It happened again, and it happened in exactly the way it always happens…
It happened again, and it happened in exactly the way it always happens…
It happened again, and it happened in exactly the way it always happens. Terrorists affiliated with Fitna al-Hindustan set up an illegal roadblock on the Quetta-Taftan Highway in Noshki on Tuesday 16th June 2026, intending to stop passenger vehicles, intimidate travelers, and extract money through looting and extortion. Frontier Corps Nushki responded with a swift clearance operation, engaging the militants in an intense exchange of fire that resulted in the killing of five terrorists, while the remaining attackers fled into the surrounding rugged terrain.
The Quetta-Taftan Highway is a critical corridor connecting Quetta with western Balochistan and the border regions, serving as a major artery for passenger traffic, trade, and the movement of goods. The people who use this highway every single day are ordinary Baloch citizens: traders moving fruit and products, families travelling for work or for medical care, transporters whose entire livelihood depends on the road staying open. When militants block this route, intimidate travelers, and extort money from passing vehicles, they are not striking at the Pakistani state in any meaningful sense. They are striking at the income, mobility, and daily survival of the very communities they claim to represent.
Security sources were clear about the nature of this attempt. It was an effort to disrupt civilian movement, loot travelers, and extort money from motorists using one of the province’s most vital transport routes. It is organized economic terrorism against the livelihoods of ordinary Baloch citizens to in order to please their foreign masters.

Official figures show that the scale of operations in the province has expanded dramatically, with the annual count of neutralized terrorists rising from 63 in 2020 to 792 by the end of 2025. By the end of May 2026 alone, security forces had already eliminated 798 terrorists, already surpassing the entirety of the previous year’s total.
Security officials attribute the surge to improved intelligence gathering, enhanced coordination among security institutions, and sustained efforts to dismantle terrorist networks operating across the province. The institutional machinery built around Operation Azm-e-Istehkam and its successors is producing measurable, compounding results. Terrorist organizations that once operated with relative impunity on strategic highways are now being intercepted within hours of attempting a blockade, their fighters killed or scattered into the hills before they can complete the extortion operation they set out to run.

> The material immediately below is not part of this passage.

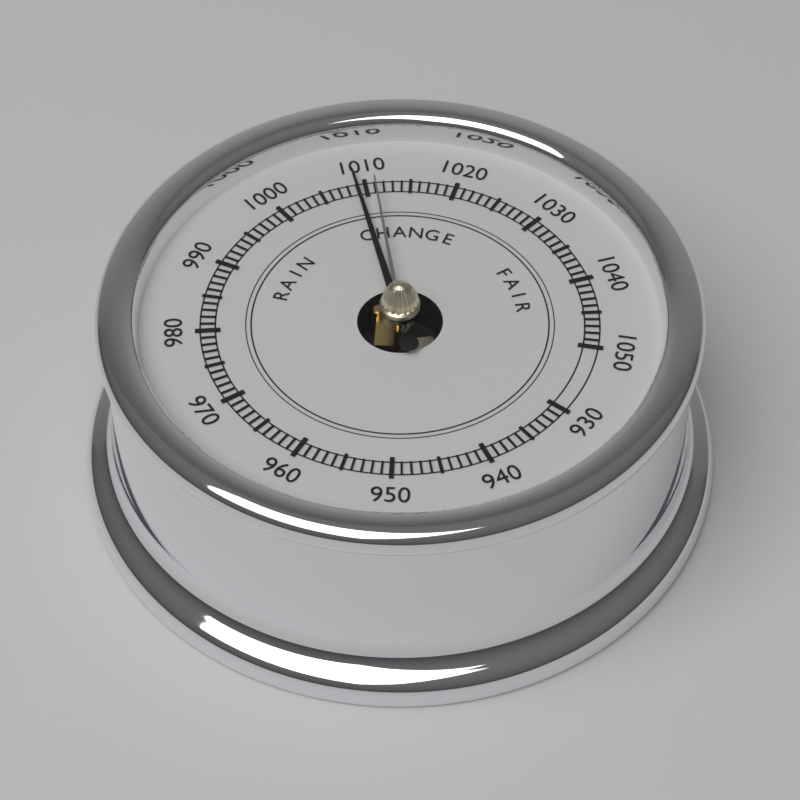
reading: 1009 (no unit)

Officials emphasized that the timely intervention in Noshki prevented what could have become a serious disruption to a route that serves passenger traffic as well the broader economic life of western Balochistan. This is the understated, daily reality of what security operations actually protect. They protect the truck driver who reaches Taftan on schedule, the family that completes its journey without being stopped at gunpoint, the trader whose goods arrive intact.
There is a deeper question buried inside every one of these highway attacks, the same question raised by the BLA’s earlier threats against convoys linked to Saindak and Reko Diq. If these organizations claim to fight for Baloch rights, why does every operation end up targeting Baloch livelihoods? Why is the highway that feeds thousands of Baloch transporters, traders, and laborers the recurring target, rather than any installation that could plausibly be called a symbol of state oppression? The pattern answers itself. An organization interested in extortion revenue from passing vehicles is not waging an ideological struggle. It is running a protection racket and dressing it in political language.
Authorities reaffirmed their commitment to protecting national highways, safeguarding civilian lives, and maintaining peace and stability across the province, stating clearly that operations against terrorist networks will continue to ensure that key transportation routes remain secure. Five terrorists killed in Noshki on Tuesday is one data point in a much longer ledger, one that has been moving consistently in the direction of denying these networks the operational space they once took for granted. The Quetta-Taftan Highway stayed open. The travelers reached their destinations. And five fewer men remain to threaten the next convoy.